The Namatjira Collection speaks to fashion and art, presenting skirts and corresponding watercolours painted in the tradition of Albert Namatjira by his descendants.

Sitting as a highlight exhibition within Tarnanthi at the Art Gallery, Riverland: Yvonne Koolmatrie presents more than 70 works created in this significant Ngarrindjeri artist’s 30-year career. Suspended eel traps launch visitors on an immersive journey featuring works of art that share the story of Koolmatrie’s life lived along the Murray River. This is the first comprehensive survey of Yvonne Koolmatrie’s work.

Collaboration is a guiding principle behind Tarnanthi and one at the heart of this inaugural city-wide festival. By inviting emerging and established artists to present new work, the festival celebrates the artist’s role in shaping our world. Adelaide’s cultural institutions have worked closely together to present the work of more than 300 artists, showcasing hundreds of artists to local and national audiences.

On opening weekend, join more than 40 art centres from across Australia at the Tarnanthi Art Fair at Tandanya National Aboriginal Cultural Institute on Grenfell Street, Adelaide. Festival-goers will have an opportunity to buy works of art priced between $50 and more than $10,000 directly from artists and art centres. This is Adelaide’s first national Aboriginal and Torres Strait Islander Art Fair. The Art Fair will be held Friday, October 9, from 5-9pm and Saturday, October 10, 10am-6pm.

Tarnanthi Festival will see the return of the Kulata Tjuta Project (many spears), commissioned for the 2014 Adelaide Biennial Dark Heart. In the Santos Museum of Economic Botany in Adelaide’s Botanic Gardens, audiences will experience nganmarra – the container of life, an installation of woven forms from Bula’bula Arts.

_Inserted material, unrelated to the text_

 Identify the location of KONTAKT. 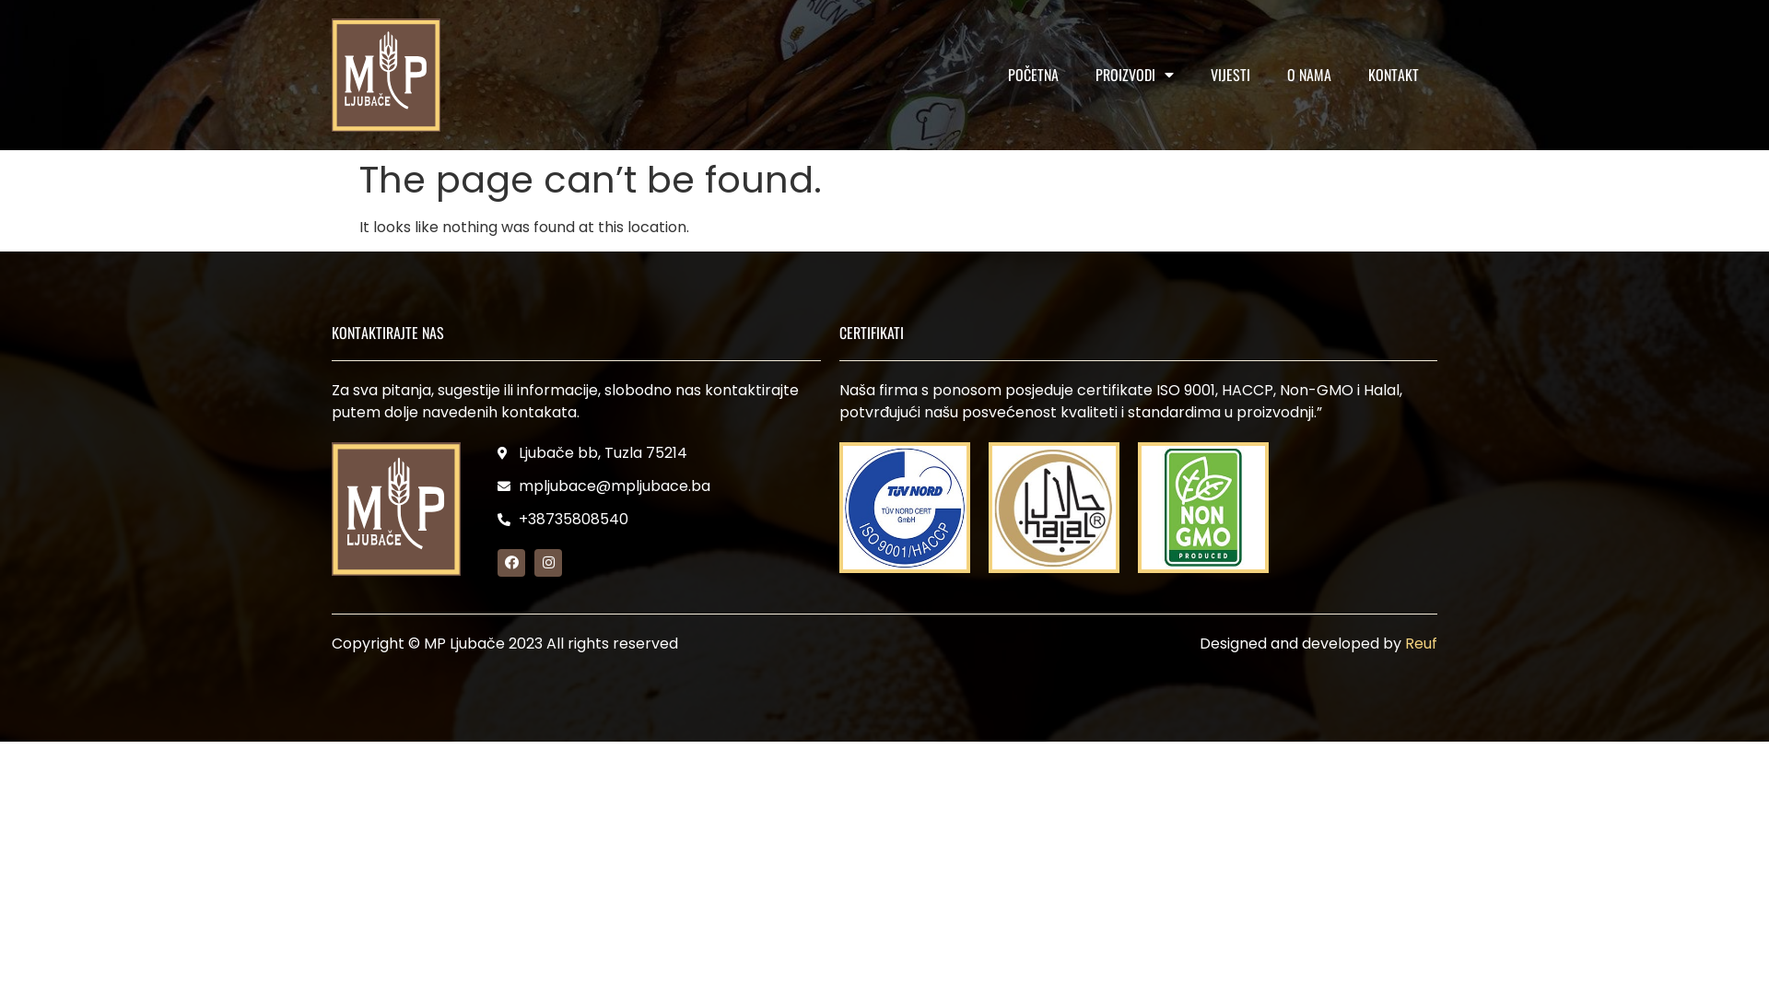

In collaboration between the JamFactory, the South Australian Museum and Tarnanthi, Shimmer focusses on the art of adornment, while the Desart Photography Prize, held at Institute Room at the State Library of South Australia, presents the recent work of the next generation of desert artist photographers. Further west along North Terrace, exhibitions include an immersive video installation by Daniel Boyd and Archie Moore‘ perfume portraits’ at the Anne & Gordon Samstag Museum of Art, and He gave us water (KapiUngkupayi) by Minyma Kutjara Arts at the South Australian School of Art Gallery at the University of South Australia.